■ Your objective ■
Give exactly the lines from the one that contains "At what (x,y)" through the end of the entries below, both included; the pictures stay out.

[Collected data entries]

★ ★ ★

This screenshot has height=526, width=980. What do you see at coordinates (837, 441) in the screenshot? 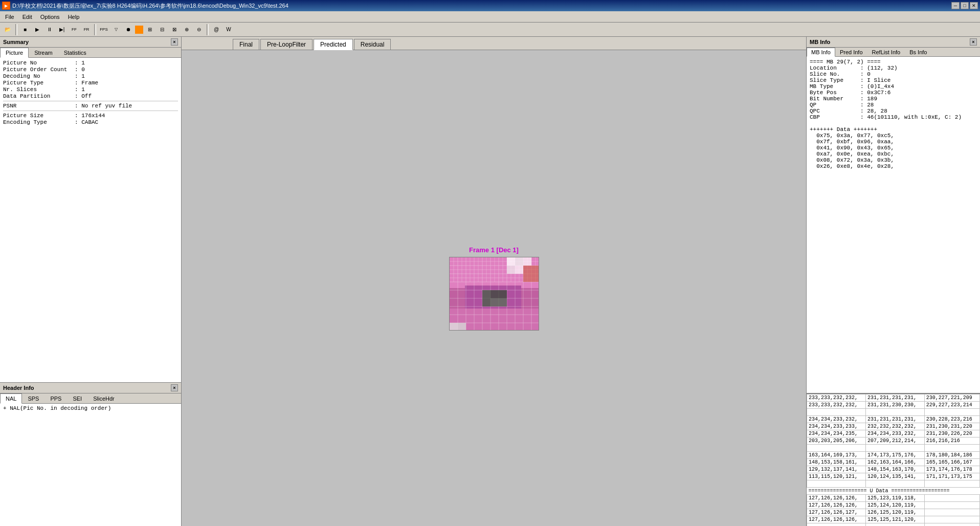
I see `table-cell: 203,203,205,206,` at bounding box center [837, 441].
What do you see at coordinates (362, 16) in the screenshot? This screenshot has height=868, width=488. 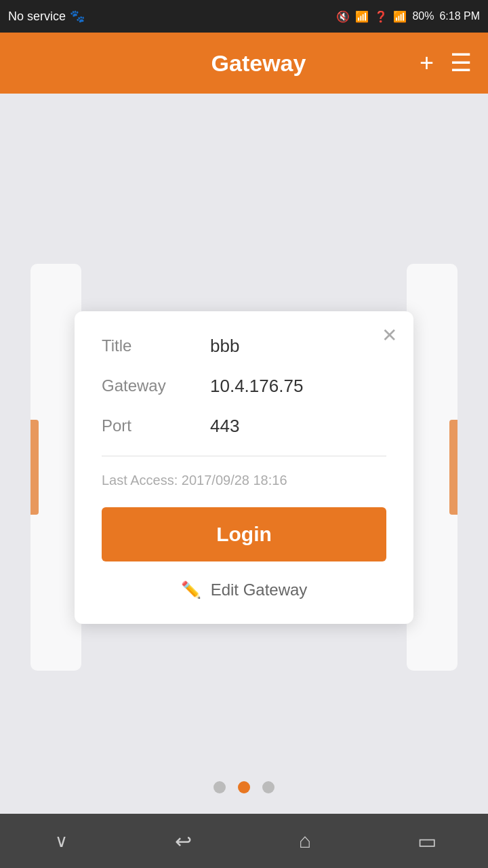 I see `wifi-icon: 📶` at bounding box center [362, 16].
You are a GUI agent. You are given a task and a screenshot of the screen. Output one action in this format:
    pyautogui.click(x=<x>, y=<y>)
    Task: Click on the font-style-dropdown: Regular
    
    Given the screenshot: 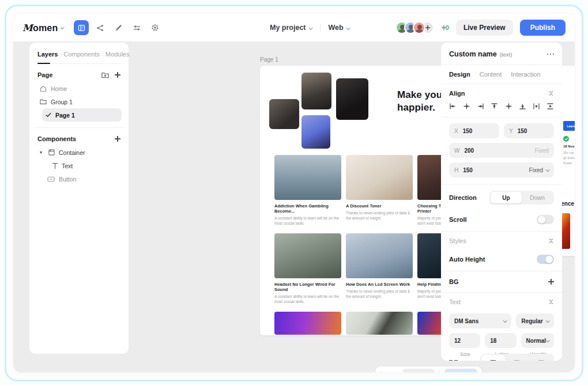 What is the action you would take?
    pyautogui.click(x=535, y=321)
    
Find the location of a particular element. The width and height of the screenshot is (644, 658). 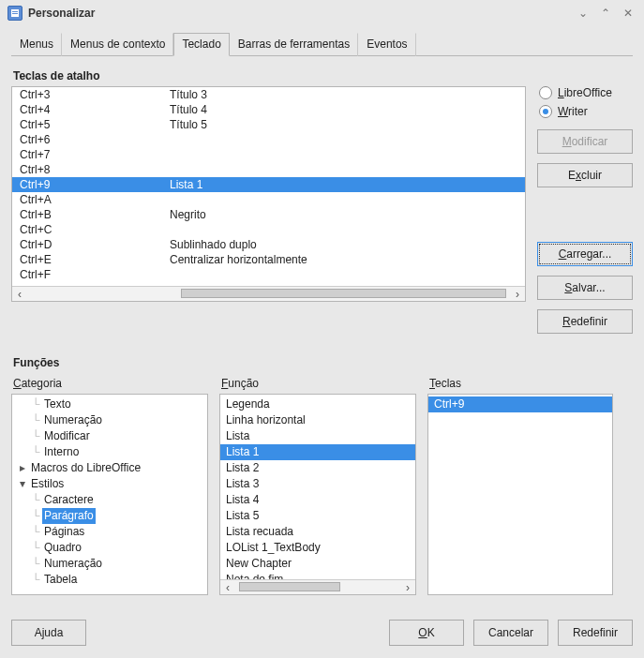

list-item: Lista 1 is located at coordinates (318, 452).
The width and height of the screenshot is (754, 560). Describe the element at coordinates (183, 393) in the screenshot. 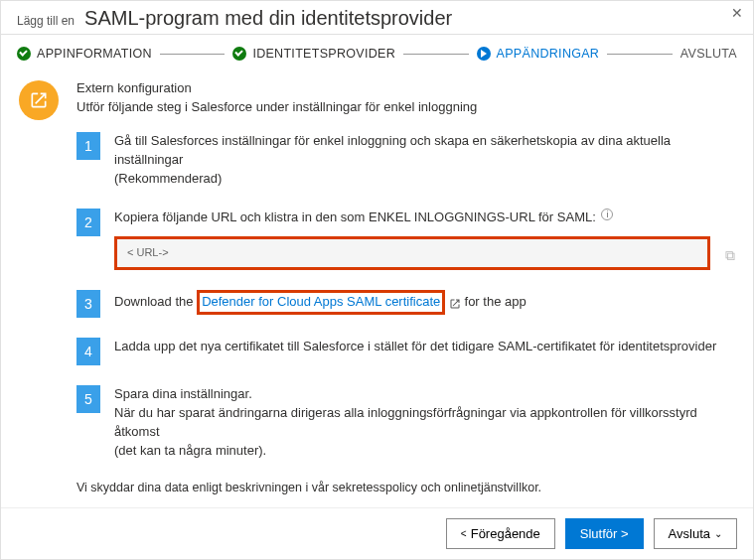

I see `step-text: Spara dina inställningar.` at that location.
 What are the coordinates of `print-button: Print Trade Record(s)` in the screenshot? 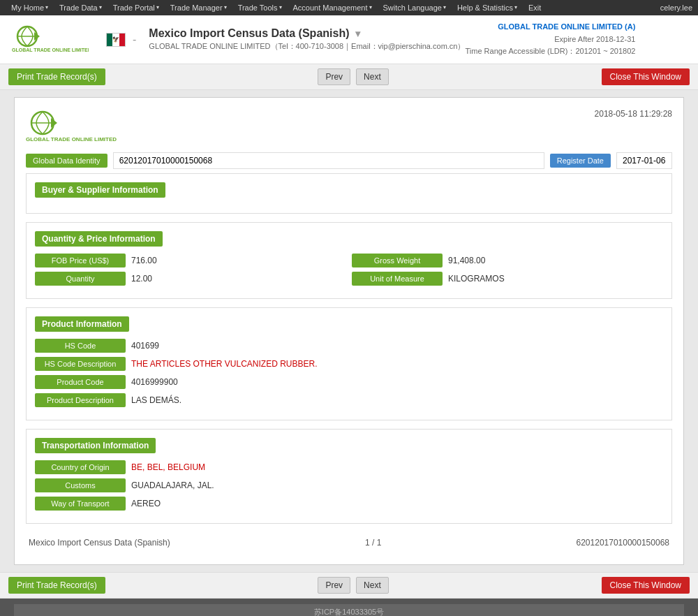 It's located at (57, 77).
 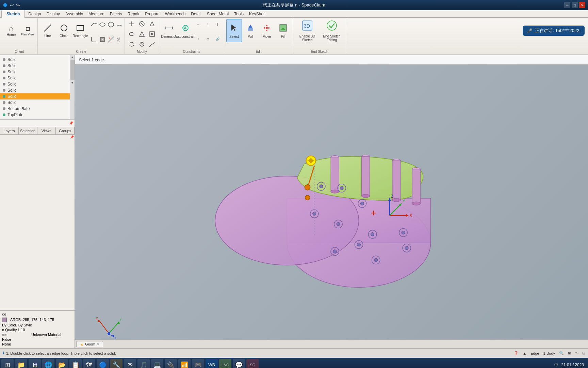 I want to click on tool-btn: 🔧, so click(x=116, y=363).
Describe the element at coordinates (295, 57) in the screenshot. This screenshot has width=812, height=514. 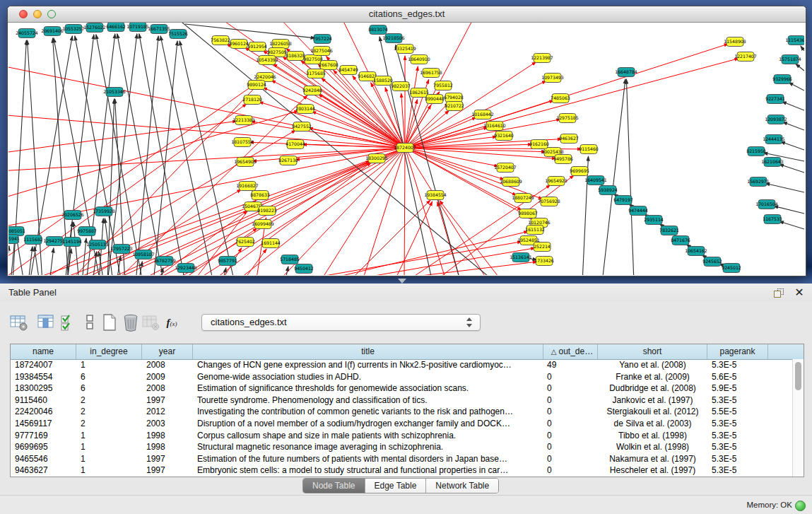
I see `graph-node: 8186328` at that location.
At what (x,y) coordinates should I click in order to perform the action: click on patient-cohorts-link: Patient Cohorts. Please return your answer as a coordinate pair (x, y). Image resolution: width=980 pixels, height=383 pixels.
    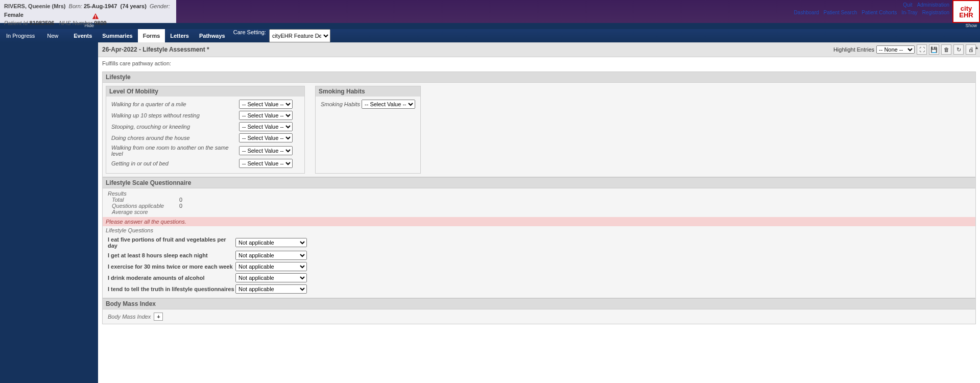
    Looking at the image, I should click on (879, 12).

★ ★ ★

■ Response to this exercise ■
At what (x,y) coordinates should I click in order to perform the action: click on patient-cohorts-link: Patient Cohorts. Please return your answer as a coordinate pair (x, y). Image resolution: width=980 pixels, height=383 pixels.
    Looking at the image, I should click on (879, 12).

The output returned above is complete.